The Mercury News

Comey defends FBI, himself in interview with House panels

- By Karoun Demirjian and Matt Zapotosky The Washington Post

WASHINGTON >> Former FBI Director James Comey’s closed-door interview with House lawmakers Friday was largely a repetition of themes and facts that have emerged in previous public sessions, according to a transcript of the six-hour session that panel leaders released Saturday.

Republican­s from the House Judiciary and Oversight and Government Reform Committees peppered Comey with questions about the FBI’s probe into former secretary of state Hillary Clinton’s use of a private email server, including whether Comey would have dismissed for- mer officials Peter Strzok and Lisa Page from the probe had he known they were exchanging texts disparagin­g then-presidenti­al candidate Donald Trump.

Comey said he probably would have.

However, the former director repeatedly declined to answer questions seeking detailed answers about elements of the FBI’s Russia investigat­ion that Comey could not recall — such as who prepared the document launching the bureau’s counterint­elligence investigat­ion of individual­s affiliated with Trump — or thought came too close to special counsel Robert Mueller III’s ongoing investigat­ion of Russian interferen­ce.

Comey was asked frequently about whether the president obstructed justice when he fired him last year. An FBI lawyer sought to block him from answering a question about a memo Deputy Attorney General Rod Rosenstein wrote supporting the terminatio­n, saying it “goes to the special counsel’s investigat­ion into obstructio­n.”

That seems to offer public confirmati­on from law Former FBI Director James Comey, with his attorney, David Kelley, right, speaks to reporters Friday.

enforcemen­t that such a probe exists.

When it came to questions about his own conduct, however, Comey was loath to take any blame.

Several Democrats asked whether he had erred in supersedin­g thenAttorn­ey General Loretta Lynch to declare the Clinton probe closed – and then informing Congress just days before the 2016 election that it had been reopened. Comey responded by criticizin­g Lynch’s decision not to recuse herself from the investigat­ion and said the timing of his decision to write to Congress had been approved by subordinat­es.

Asked whether he regretted not following normal Justice Department protocol, Comey said, “I don’t,” and disputed that he had done so.

“I still think the other alternativ­e was worse,” Comey said, echoing a rationale he has expressed in public. “And as between bad and worse, I had to choose bad.”

Comey also deflected responsibi­lity for relying on a Russian-sourced memo alleging connection­s between

Lynch and the Clinton campaign that may have been falsified. Comey said that to his knowledge, “at the time,” the memo was genuine - but that he did not “know whether that view has changed.”

Some of the questionin­g focused on current events. The former FBI director said he was “glad” to hear of former national security adviser Michael Flynn’s cooperatio­n with the Mueller probe, and he disputed the president’s suggestion that he and Mueller were close personal friends.

“I admire the heck out of the man, but I don’t know his phone number, I’ve never been to his house, I don’t know his children’s names,” Comey said .

Comey also spoke favorably of William Barr, who Trump plans to nominate as the next attorney general — even as Democrats expressed concerns about past statements by Barr criticizin­g the special counsel’s investigat­ion of Trump and endorsing fresh scrutiny of Clinton.

“He’s certainly fit to be attorney general,” Comey said of Barr.

 ?? J. SCOTT APPLEWHITE — THE ASSOCIATED PRESS ??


Below are some records. Set each one down exactly as it reads.

Excerpts from a figure dataset
------------------------------------------------------------------------
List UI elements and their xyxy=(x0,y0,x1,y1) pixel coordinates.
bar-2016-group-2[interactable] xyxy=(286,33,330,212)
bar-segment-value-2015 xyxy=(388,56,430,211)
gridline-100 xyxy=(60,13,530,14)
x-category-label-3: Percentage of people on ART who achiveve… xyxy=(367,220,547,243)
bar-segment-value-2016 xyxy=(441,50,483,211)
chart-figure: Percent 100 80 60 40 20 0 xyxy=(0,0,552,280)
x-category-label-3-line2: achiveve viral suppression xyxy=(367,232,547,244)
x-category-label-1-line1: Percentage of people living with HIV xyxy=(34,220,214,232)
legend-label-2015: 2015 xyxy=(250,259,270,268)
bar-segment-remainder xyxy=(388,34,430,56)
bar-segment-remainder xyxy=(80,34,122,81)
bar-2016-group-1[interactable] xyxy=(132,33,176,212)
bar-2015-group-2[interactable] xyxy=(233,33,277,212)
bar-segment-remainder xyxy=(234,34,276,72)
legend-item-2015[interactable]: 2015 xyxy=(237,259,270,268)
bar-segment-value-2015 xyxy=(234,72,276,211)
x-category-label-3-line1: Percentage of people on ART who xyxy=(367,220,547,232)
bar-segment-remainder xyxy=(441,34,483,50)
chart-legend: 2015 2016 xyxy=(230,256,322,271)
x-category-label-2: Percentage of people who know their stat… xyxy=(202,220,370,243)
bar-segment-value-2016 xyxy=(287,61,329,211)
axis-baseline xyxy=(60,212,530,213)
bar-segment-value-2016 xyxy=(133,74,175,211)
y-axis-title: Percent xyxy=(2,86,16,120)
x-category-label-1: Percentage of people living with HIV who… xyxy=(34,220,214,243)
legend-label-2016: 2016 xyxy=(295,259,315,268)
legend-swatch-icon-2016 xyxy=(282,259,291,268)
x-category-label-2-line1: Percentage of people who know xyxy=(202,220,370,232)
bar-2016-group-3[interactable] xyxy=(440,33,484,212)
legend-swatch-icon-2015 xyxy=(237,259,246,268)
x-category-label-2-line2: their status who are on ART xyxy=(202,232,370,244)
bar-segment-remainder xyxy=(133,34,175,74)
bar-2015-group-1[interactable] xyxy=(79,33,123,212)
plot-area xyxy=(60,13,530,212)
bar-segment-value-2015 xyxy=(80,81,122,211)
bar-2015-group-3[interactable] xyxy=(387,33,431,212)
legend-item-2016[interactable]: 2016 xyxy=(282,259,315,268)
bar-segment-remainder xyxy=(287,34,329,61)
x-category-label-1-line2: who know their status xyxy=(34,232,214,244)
------------------------------------------------------------------------
• [Exercise response]:
List UI elements and their xyxy=(x0,y0,x1,y1) pixel coordinates.
bar-2016-group-2[interactable] xyxy=(286,33,330,212)
bar-segment-value-2015 xyxy=(388,56,430,211)
gridline-100 xyxy=(60,13,530,14)
x-category-label-3: Percentage of people on ART who achiveve… xyxy=(367,220,547,243)
bar-segment-value-2016 xyxy=(441,50,483,211)
chart-figure: Percent 100 80 60 40 20 0 xyxy=(0,0,552,280)
x-category-label-3-line2: achiveve viral suppression xyxy=(367,232,547,244)
x-category-label-1-line1: Percentage of people living with HIV xyxy=(34,220,214,232)
legend-label-2015: 2015 xyxy=(250,259,270,268)
bar-segment-remainder xyxy=(388,34,430,56)
bar-segment-remainder xyxy=(80,34,122,81)
bar-2016-group-1[interactable] xyxy=(132,33,176,212)
bar-2015-group-2[interactable] xyxy=(233,33,277,212)
bar-segment-remainder xyxy=(234,34,276,72)
legend-item-2015[interactable]: 2015 xyxy=(237,259,270,268)
bar-segment-value-2015 xyxy=(234,72,276,211)
x-category-label-3-line1: Percentage of people on ART who xyxy=(367,220,547,232)
bar-segment-remainder xyxy=(441,34,483,50)
chart-legend: 2015 2016 xyxy=(230,256,322,271)
x-category-label-2: Percentage of people who know their stat… xyxy=(202,220,370,243)
bar-segment-value-2016 xyxy=(287,61,329,211)
axis-baseline xyxy=(60,212,530,213)
bar-segment-value-2016 xyxy=(133,74,175,211)
y-axis-title: Percent xyxy=(2,86,16,120)
x-category-label-1: Percentage of people living with HIV who… xyxy=(34,220,214,243)
legend-label-2016: 2016 xyxy=(295,259,315,268)
legend-swatch-icon-2016 xyxy=(282,259,291,268)
x-category-label-2-line1: Percentage of people who know xyxy=(202,220,370,232)
bar-2016-group-3[interactable] xyxy=(440,33,484,212)
legend-swatch-icon-2015 xyxy=(237,259,246,268)
x-category-label-2-line2: their status who are on ART xyxy=(202,232,370,244)
bar-segment-remainder xyxy=(133,34,175,74)
bar-2015-group-1[interactable] xyxy=(79,33,123,212)
plot-area xyxy=(60,13,530,212)
bar-segment-value-2015 xyxy=(80,81,122,211)
bar-2015-group-3[interactable] xyxy=(387,33,431,212)
legend-item-2016[interactable]: 2016 xyxy=(282,259,315,268)
bar-segment-remainder xyxy=(287,34,329,61)
x-category-label-1-line2: who know their status xyxy=(34,232,214,244)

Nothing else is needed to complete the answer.